The Internet Killed (Almost) All Of Los Angeles’ Seedy Porn Palace Movie Theatres
L.A. used to have dozens of porn movie theaters. “Now only two remain: the Studs and the Tiki. They sit at opposite ends of Santa Monica Boulevard — the former in West Hollywood, the latter in East Hollywood, framing the city in an unseen porno-magnetic field.”
The Women Who Built New York’s Art World
“During this period, other women—like Peggy Guggenheim, Grace Nail Johnson, and Florine Stettheimer—also helped carve out the New York art landscape by establishing influential galleries and salons that fostered avant-garde art. Rarely, however, are these women heralded as the pioneers they were.”
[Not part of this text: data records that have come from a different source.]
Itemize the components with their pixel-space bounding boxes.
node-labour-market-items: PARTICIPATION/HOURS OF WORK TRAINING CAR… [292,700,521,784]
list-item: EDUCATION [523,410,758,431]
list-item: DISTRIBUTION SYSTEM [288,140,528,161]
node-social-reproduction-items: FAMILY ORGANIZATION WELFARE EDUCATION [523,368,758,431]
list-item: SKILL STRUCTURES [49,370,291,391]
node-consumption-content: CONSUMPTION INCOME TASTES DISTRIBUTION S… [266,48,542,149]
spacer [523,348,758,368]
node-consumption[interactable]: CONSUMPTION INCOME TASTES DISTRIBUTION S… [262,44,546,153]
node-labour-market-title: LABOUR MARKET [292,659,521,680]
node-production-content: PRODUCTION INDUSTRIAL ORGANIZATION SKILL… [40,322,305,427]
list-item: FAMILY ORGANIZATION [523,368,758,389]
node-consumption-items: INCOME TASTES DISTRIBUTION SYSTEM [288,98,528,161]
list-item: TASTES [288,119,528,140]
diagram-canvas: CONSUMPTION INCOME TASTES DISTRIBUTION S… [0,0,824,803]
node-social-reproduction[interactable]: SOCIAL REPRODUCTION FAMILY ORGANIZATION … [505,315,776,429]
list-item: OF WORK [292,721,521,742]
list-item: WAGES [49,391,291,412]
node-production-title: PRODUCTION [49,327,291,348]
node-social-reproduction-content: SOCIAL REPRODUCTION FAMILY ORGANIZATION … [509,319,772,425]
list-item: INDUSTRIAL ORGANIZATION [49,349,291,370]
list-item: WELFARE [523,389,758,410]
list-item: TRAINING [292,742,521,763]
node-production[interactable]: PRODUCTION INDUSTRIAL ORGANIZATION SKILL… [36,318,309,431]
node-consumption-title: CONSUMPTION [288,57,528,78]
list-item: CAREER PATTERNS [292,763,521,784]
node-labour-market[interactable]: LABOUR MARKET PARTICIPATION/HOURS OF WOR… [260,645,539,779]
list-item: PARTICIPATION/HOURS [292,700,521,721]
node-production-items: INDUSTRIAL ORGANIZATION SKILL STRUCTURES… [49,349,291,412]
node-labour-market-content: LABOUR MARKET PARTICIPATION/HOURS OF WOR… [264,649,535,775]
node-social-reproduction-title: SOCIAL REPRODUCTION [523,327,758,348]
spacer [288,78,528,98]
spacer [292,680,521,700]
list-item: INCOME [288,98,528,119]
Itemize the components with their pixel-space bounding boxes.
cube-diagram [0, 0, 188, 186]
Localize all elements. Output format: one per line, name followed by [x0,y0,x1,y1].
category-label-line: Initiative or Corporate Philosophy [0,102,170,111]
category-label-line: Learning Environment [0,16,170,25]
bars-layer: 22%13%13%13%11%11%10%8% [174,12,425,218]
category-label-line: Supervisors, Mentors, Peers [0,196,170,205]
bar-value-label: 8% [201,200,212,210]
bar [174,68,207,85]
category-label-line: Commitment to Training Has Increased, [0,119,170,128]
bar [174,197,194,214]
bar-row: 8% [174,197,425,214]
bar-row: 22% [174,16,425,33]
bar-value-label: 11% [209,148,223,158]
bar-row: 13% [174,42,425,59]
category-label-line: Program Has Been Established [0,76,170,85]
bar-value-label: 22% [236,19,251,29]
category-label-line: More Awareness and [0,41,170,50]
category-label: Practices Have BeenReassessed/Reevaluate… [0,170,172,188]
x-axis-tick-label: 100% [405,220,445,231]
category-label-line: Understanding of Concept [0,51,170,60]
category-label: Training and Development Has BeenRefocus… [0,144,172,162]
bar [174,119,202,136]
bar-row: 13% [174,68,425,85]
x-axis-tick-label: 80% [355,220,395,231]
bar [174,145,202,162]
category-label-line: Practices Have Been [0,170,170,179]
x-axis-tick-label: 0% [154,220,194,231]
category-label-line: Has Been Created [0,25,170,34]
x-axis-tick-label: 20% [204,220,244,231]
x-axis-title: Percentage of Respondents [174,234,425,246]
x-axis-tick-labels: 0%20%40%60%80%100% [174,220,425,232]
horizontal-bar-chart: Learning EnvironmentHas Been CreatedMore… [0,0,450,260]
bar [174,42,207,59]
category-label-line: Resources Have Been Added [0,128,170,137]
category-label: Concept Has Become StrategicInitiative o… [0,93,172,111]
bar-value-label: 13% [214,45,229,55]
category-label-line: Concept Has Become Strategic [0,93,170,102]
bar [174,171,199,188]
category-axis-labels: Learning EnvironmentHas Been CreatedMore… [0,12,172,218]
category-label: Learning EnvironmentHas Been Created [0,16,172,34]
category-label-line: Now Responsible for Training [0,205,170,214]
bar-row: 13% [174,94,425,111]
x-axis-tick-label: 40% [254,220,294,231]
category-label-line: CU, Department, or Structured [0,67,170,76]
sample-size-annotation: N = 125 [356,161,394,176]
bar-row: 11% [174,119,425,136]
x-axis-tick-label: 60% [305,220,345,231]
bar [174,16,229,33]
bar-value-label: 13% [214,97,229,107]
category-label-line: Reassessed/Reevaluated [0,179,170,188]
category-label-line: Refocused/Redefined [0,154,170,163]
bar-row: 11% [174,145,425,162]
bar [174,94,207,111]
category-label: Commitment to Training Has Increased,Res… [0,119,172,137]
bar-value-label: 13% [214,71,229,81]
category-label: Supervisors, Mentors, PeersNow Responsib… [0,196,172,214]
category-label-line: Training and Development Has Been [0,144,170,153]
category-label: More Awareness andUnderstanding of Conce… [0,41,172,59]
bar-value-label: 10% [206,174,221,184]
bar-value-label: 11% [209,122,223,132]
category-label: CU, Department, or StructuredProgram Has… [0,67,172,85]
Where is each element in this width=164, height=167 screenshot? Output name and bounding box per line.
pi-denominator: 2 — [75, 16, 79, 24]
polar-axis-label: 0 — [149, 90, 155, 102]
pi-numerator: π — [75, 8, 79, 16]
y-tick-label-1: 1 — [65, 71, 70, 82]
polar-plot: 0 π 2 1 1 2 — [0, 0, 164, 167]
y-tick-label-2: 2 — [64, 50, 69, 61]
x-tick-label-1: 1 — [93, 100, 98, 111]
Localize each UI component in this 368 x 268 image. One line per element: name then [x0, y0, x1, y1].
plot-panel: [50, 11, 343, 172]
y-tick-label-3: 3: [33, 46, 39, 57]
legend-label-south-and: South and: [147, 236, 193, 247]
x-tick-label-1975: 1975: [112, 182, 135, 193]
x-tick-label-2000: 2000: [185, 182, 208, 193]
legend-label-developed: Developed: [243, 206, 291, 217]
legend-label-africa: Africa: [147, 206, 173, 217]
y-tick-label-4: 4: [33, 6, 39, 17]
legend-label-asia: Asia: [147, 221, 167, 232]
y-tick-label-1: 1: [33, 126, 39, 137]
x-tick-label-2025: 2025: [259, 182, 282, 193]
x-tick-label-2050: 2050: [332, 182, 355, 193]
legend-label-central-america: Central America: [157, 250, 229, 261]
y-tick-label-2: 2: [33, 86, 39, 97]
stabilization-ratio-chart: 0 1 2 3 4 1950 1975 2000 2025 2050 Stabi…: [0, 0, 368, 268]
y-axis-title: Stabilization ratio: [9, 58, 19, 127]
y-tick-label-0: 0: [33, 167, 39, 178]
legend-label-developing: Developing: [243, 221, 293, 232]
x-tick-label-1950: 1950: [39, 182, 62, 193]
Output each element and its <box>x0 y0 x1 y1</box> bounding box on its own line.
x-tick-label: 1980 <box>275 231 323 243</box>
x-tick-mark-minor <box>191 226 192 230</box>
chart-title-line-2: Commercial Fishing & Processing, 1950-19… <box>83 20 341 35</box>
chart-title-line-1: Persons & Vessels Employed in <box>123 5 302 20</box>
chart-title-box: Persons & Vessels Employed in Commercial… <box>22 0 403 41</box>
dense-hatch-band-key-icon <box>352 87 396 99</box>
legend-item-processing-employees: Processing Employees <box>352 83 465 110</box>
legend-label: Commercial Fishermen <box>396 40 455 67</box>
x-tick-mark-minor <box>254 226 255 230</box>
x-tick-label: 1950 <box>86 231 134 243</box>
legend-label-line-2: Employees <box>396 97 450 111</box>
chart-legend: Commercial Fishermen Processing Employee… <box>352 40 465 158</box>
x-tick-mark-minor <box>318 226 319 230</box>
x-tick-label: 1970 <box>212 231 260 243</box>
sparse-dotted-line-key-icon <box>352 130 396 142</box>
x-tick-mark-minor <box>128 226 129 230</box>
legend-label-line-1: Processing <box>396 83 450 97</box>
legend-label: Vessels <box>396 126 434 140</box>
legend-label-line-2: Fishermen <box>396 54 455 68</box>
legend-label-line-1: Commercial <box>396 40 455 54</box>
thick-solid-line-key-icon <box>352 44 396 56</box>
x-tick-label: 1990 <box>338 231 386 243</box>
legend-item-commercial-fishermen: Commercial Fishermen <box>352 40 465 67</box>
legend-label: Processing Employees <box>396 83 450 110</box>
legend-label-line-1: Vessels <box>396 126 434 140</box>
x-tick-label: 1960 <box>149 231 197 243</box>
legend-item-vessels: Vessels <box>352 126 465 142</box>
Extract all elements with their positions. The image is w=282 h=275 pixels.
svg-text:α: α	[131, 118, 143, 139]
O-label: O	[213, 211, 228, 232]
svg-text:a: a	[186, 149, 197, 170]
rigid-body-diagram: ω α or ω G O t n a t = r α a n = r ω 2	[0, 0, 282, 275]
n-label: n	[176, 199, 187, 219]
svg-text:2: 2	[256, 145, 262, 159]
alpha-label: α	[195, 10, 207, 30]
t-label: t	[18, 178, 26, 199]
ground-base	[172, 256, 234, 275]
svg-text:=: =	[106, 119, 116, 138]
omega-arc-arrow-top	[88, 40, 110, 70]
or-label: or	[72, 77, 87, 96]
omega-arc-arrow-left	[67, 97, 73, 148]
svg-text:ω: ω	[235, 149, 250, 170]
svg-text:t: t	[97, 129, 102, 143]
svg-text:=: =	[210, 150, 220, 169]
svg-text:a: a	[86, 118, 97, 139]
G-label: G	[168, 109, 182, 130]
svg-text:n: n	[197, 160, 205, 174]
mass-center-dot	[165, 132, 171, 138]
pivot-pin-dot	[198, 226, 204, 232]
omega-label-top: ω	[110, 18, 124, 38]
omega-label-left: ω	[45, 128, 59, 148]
Turning The Famous Psychology Experiments Of History Into A Theatre Piece
Eric Grode talks to members of the company Improbable about how they put together Opening Skinner’s Box, an adaptation of the controversial book by Lauren Slater about studies such as Stanley Milgram’s infamous experiment with obedience (where subjects were told to administer electric shocks) and Elizabeth Loftus’s work on how memories can be shaped and altered.
The Finn Who Shaped American Midcentury Modernism
Yes, it was a Saarinen, but probably not the one you’re thinking of – and his influence was less through his own design than through the educational institution he founded.
Have Journalists Forgotten How To Write For Regular People?
“Despite the increasingly complex and crucial stories dotting the national landscape—health insurance policy, North Korea, immigration, Syria—many daily newspapers and wire services are failing to include even a sentence of background early in their stories to give readers the tools to slide further into a complicated issue… I’m not talking about “dumbing down” the news as much as making it more user-friendly, and journalists who fail to do the latter are squandering their brief but real chances to invest new readers.”
How The World’s Greatest Performance-Capture Actor Creates His Roles
Reporter Roslyn Sulcas talks to Andy Serkis, whose performances as (among others) Gollum in the Lord of the Rings trilogy and Caesar in the current Planet of the Apes series are so widely admired that fans have been agitating for him to be nominated for an Oscar.